MW: Treasury yields fall as investors flee to safety
Treasury prices rallied, pushing yields on the 10-year bonds below 2% Wednesday, as investors flocked to safe assets amid a renewed rout in global stocks.
Global-equity markets sold off with the Dow Jones Industrial Average DJIA, -2.47% falling more than 300 points. The European benchmark Stoxx 600 index STXX, -2.92% were down sharply. Meanwhile, oil prices CLH6, -4.43% slid below $29 a barrel.
Investors also pushed up prices of gold, which was trading 1% higher.
Analysts noted that the rally in government bonds is driven by momentum that has been pounding equities over the past several weeks.
“There is definitely a much heavier volume in Treasury markets today as many asset managers are reallocating money from stocks to bonds. Interest-rate markets, which normally and over the long term, trade on future expectations or fundamentals, occasionally trade on fear,” said Guy LeBas, chief fixed income strategist at Janney Montgomery Scott.
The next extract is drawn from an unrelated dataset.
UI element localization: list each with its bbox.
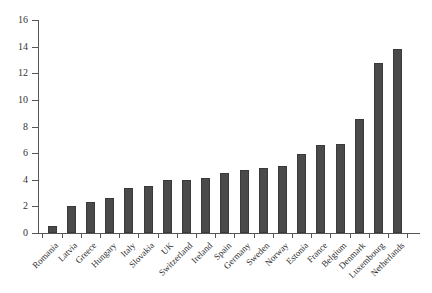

He noted that fear has been a guiding principle, so far in 2016.
The yield on the 10-year Treasury note TMUBMUSD10Y, -4.70% —the market’s benchmark bond—fell 8 basis points to 1.97% compared with 2.038% late Tuesday, marking its lowest level since October 2015.
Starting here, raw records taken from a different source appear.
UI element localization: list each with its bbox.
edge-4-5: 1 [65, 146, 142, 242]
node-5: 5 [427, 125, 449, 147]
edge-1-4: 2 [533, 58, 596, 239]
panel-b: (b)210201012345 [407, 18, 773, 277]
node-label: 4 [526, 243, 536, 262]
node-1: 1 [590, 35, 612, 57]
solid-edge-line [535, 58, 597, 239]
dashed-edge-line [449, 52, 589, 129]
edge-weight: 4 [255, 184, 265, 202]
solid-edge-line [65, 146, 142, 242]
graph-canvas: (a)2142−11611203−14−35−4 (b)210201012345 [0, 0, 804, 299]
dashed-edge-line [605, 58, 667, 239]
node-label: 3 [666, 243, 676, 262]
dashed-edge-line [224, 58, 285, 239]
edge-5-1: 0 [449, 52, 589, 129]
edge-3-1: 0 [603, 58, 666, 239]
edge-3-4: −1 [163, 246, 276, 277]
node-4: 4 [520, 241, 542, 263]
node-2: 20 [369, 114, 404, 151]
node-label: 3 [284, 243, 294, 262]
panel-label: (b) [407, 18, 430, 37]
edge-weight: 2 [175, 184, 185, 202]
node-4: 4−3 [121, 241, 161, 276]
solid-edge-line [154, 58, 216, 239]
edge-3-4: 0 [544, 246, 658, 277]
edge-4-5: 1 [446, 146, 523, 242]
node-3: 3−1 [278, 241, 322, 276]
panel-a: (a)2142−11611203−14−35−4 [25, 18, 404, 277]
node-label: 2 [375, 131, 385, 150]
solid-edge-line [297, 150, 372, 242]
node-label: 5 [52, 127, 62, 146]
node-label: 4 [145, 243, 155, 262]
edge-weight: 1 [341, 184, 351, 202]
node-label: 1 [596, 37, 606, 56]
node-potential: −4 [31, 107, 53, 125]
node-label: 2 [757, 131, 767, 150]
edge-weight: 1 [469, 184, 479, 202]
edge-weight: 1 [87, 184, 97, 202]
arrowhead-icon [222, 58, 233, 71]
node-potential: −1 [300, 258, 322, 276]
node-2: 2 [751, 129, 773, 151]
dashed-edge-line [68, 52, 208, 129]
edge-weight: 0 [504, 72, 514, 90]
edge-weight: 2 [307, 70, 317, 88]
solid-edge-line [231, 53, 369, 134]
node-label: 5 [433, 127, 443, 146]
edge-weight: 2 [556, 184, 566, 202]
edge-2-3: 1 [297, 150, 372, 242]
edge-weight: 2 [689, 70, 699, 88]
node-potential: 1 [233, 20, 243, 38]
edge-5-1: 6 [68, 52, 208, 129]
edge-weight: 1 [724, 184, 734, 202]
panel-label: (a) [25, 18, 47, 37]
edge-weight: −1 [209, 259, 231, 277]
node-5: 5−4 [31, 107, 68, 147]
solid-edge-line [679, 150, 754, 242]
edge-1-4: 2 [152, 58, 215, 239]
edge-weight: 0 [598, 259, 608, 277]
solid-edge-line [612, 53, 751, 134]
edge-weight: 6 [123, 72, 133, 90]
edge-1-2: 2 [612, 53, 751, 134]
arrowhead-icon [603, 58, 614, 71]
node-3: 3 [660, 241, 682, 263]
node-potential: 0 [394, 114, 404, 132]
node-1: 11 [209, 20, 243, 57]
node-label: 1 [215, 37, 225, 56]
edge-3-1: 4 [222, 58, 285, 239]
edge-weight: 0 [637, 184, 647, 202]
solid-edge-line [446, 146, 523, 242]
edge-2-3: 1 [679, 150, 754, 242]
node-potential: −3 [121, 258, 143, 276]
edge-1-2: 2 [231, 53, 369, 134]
The yield on the 30-year bond TMUBMUSD30Y, -3.43% fell 9% to 2.739% and the yield on the two-year note TMUBMUSD02Y, -6.11% declined 5.2 basis points to 0.821%.
Treasury yields fall when prices rise.
Meanwhile, Wednesday’s economic data, although weaker than expected, did little to influence bond investors, given the strong flight-to-safety buys dominating the market.
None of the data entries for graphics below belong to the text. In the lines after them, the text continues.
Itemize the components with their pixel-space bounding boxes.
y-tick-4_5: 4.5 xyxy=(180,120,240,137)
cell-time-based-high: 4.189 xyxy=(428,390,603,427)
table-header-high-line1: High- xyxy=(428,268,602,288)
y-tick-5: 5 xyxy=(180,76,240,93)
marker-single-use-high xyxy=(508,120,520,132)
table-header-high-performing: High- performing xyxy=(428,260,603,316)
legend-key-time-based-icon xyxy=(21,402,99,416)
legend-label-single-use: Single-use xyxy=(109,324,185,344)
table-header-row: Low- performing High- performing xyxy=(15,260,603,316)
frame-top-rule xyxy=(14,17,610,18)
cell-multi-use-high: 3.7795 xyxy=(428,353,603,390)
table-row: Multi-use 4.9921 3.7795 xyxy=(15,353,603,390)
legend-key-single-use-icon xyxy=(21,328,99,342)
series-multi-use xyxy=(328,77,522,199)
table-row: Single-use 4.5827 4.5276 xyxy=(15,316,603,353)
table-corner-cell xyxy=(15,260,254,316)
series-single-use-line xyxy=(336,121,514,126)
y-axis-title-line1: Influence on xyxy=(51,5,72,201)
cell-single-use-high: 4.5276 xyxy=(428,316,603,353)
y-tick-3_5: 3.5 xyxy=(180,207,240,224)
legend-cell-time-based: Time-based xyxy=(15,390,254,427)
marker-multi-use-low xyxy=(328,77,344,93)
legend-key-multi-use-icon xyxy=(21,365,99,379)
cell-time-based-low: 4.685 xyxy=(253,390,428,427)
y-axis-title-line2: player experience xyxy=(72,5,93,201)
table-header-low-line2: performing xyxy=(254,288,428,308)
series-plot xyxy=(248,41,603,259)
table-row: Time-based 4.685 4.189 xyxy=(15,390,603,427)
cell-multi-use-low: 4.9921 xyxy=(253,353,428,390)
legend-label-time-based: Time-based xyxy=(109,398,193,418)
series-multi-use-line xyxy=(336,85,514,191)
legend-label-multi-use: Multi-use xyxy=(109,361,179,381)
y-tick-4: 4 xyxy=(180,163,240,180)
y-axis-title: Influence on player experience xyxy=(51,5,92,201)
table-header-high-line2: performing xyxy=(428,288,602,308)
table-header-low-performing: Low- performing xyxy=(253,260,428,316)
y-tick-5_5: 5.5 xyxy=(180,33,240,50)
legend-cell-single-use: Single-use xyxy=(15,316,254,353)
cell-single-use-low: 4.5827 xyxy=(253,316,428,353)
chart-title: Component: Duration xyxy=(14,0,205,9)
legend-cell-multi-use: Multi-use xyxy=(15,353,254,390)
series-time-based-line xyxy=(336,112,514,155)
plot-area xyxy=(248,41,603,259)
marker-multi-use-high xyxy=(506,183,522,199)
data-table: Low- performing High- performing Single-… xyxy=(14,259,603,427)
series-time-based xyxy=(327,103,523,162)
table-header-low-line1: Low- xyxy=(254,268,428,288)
Housing starts fell by more than expected last month to an annual rate of 1.15 million and consumer prices fell again in December due mostly to falling costs of food and gasoline.
For 2015, inflation rose just 0.7%, the second-slowest rate in 50 years and remain below the Federal Reserve’s target rate of 2%, which the Fed views as healthy for an economy.
In Europe, yields were mixed in the eurozone. The benchmark 10-year German yield TMBMKDE-10Y, -12.28% fell 5.9 basis points to 0.421%, its lowest level since late October.